‘Jim Crow System of Co. Is Challenge to All Union Workers’ from the Daily Worker. Vol. 11 No. 127. May 28, 1934.

TWO NEGRO WORKERS AND A WHITE WORKER, members of the League of Struggle for Negro Rights, picketing the Fifth Ave. Coach Co. terminal, 125th St. and Seventh Ave.

The League of Struggle for Negro Rights campaigns to force the hiring of Black drivers by a Harlem bus company.

‘Jim Crow System of Co. Is Challenge to All Union Workers’ from the Daily Worker. Vol. 11 No. 127. May 28, 1934.

Demand Negroes Be Hired on Bus Line–Jim Crow System of Co. Is Challenge to All Union Workers–Communists Must See to It That Unions Support Fight

THE continued discrimination against Negro workers by owners of the Fifth Ave. Coach Co. is a challenge to every worker In New York, every trade union member, and especially to every Communist.

This company which operates buses through Harlem, where 325,000 Negroes live, has categorically refused to hire Negro conductors or drivers. Among the 14.000 employees of the company there is not one Negro.

“It has been our policy not to hire Negroes and this policy will not be changed,” Frederick T. Wood, president of the company, snapped at a delegation of workers and intellectuals who went to the offices of the company to demand that Negroes be hired on the same basis as white workers.

The campaign to force the Fifth Ave. Coach authorities to hire Negroes was initiated and led by the League of Struggle for Negro Rights, 119 W. 135 Street. Harlem.

A picket line was set up in front of the company offices at 132 Street and Broadway. Members of the L.S. N.R., working in shifts, patrolled the office entrance of Coach Company.

The action aroused great sympathy among the Negro toilers of Harlem. Indeed, the picketing worried the company officials; for they quickly got in touch with the Police Department and secured a decision that no more than two pickets would be allowed to be on duty at the same time.

The L.S.N.R. decided to broaden and strengthen the fight. A mass demonstration of white and Negro workers was called in front of the 132 Street office. The trade unions were informed. All the working class organizations in the city were asked to support tills struggle against Jim crowism.

Here was a good fight. The unions of the Trade Union Unity Council agreed to support it. Then came the demonstration. Only a few hundred appeared on the scene of action. And out of these only a few were white workers.

Unions Not Mobilized

Not one of the New York Unions had mobilized their forces for this important struggle, notwithstanding the fact that it was a struggle for one of the basic demands of the Trade Union Unity League, “for the employment of Negro workers on the basis of equality with the white workers on all jobs and at equal wages.”

The unions agreed to support the fight, but did nothing about it. This bus company situation is certainly a serious matter. If the Communists in the unions were carrying out the decisions of the Eighth Convention of the Party, masses of workers in the unions would have been rallied to picket the bus terminals.

“The revolutionary unions must set the example before the whole of the Negro masses in the struggle for the economic interests of the Negro Workers,” says the resolution on trade union work adopted at the Eighth Convention of the Party.

But in the bus company fight the revolutionary unions surely set a bad example.

The situation must be remedied at once. If the unions back the L.S.N.R. in the fight or jobs far Negroes on the buses the demand can be won.

Unions Must Lead Fight

There must be an end to this underestimation of the Negro demands in the revolutionary unions.

Every Communist must see to it that the Fifth Avenue Coach Company fight is given the utmost support in his union. The Unions must lead the fight.

Picket every bus terminal in the city!

Demand:

1. NO DISCRIMINATION. HIRE NEGRO DRIVERS AND CONDUCTORS.

2. The right at workers to organize in any union of their choice.

3. The immediate reinstatement at the 28 workers fired for union activity.

4. No more speed up and terror.

5. No suspension without a fair hearing before a committee of workers.

6. Six-day week and six-hour day.

7. Increase in pay for all workers.

The Daily Worker began in 1924 and was published in New York City by the Communist Party US and its predecessor organizations. Among the most long-lasting and important left publications in US history, it had a circulation of 35,000 at its peak. The Daily Worker came from The Ohio Socialist, published by the Left Wing-dominated Socialist Party of Ohio in Cleveland from 1917 to November 1919, when it became became The Toiler, paper of the Communist Labor Party. In December 1921 the above-ground Workers Party of America merged the Toiler with the paper Workers Council to found The Worker, which became The Daily Worker beginning January 13, 1924. National and City (New York and environs) editions exist.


PROBLEM REQUIREMENTS - The required output is a single number: how many lines of the material contain the string "label".

(INFORMATION SUPPLIED)

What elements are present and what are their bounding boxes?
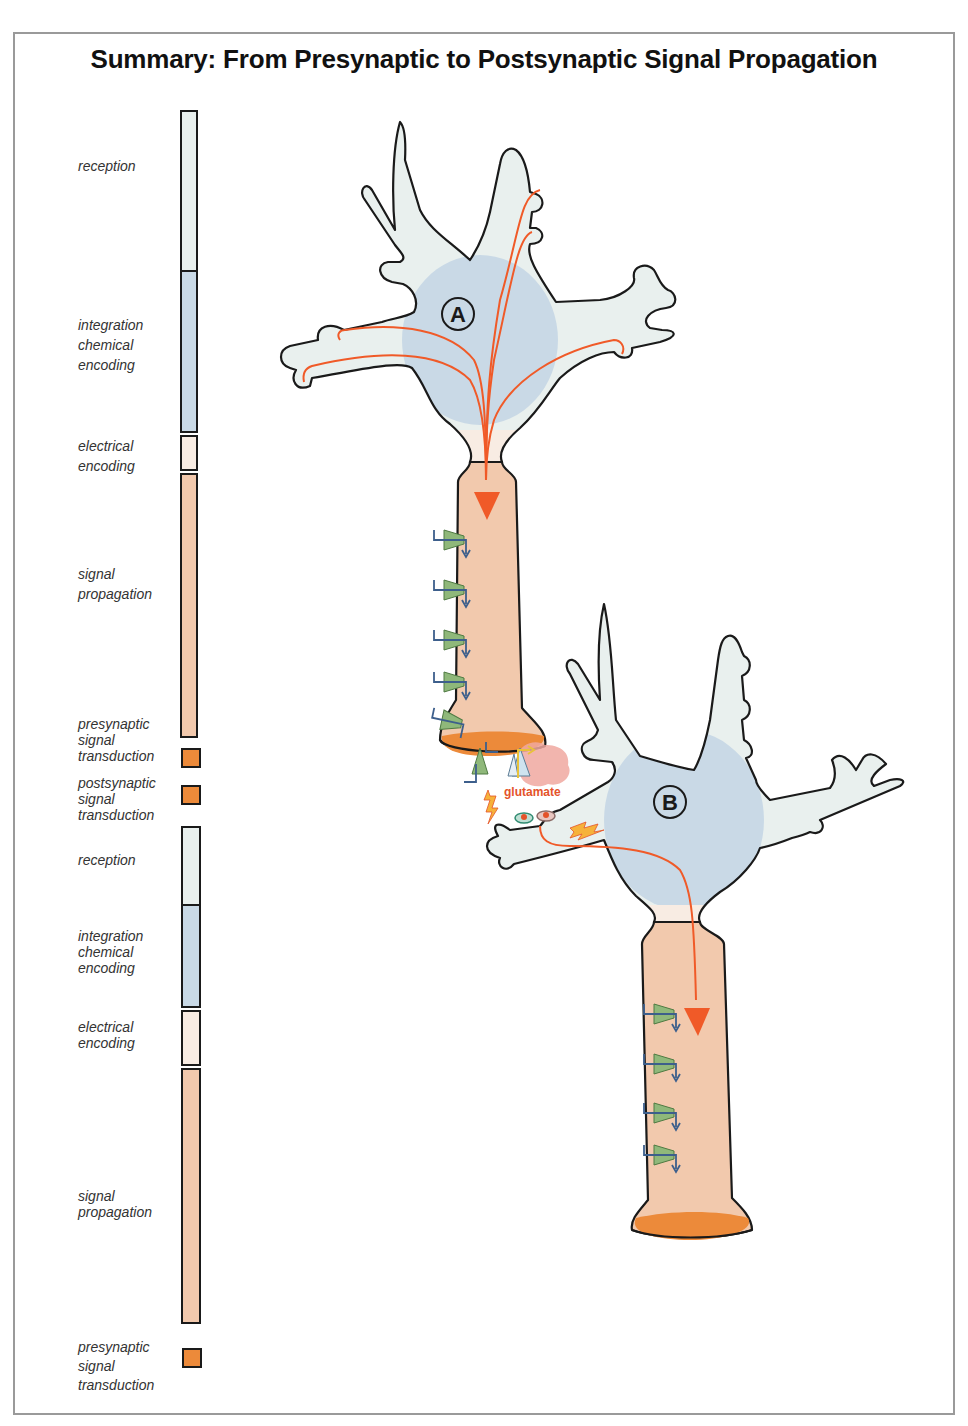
neuron-b-soma	[604, 730, 764, 910]
glutamate-label: glutamate	[504, 785, 561, 799]
lightning-icon	[484, 790, 498, 824]
neuron-b-axon	[632, 922, 752, 1238]
neuron-a: A	[281, 122, 675, 756]
neuron-b: B	[487, 604, 903, 1240]
neuron-b-label: B	[662, 790, 678, 815]
receptor-icons	[515, 811, 555, 823]
glutamate-cloud	[519, 742, 569, 786]
neuron-diagram: A	[0, 0, 968, 1426]
neuron-a-soma	[402, 255, 558, 425]
neuron-a-label: A	[450, 302, 466, 327]
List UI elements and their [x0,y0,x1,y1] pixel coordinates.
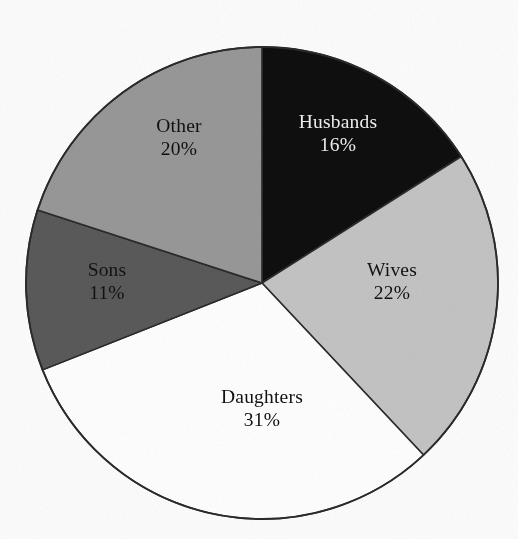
slice-name-sons: Sons [57,258,157,281]
slice-value-sons: 11% [57,281,157,304]
pie-chart: Husbands 16% Wives 22% Daughters 31% Son… [0,0,518,539]
slice-label-other: Other 20% [124,114,234,160]
slice-value-wives: 22% [332,281,452,304]
slice-name-other: Other [124,114,234,137]
slice-value-husbands: 16% [268,133,408,156]
slice-value-other: 20% [124,137,234,160]
slice-name-wives: Wives [332,258,452,281]
slice-value-daughters: 31% [182,408,342,431]
slice-name-daughters: Daughters [182,385,342,408]
slice-label-daughters: Daughters 31% [182,385,342,431]
slice-label-sons: Sons 11% [57,258,157,304]
slice-label-wives: Wives 22% [332,258,452,304]
slice-label-husbands: Husbands 16% [268,110,408,156]
slice-name-husbands: Husbands [268,110,408,133]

(End INFORMATION SUPPLIED)

COMPLETED TASK - 8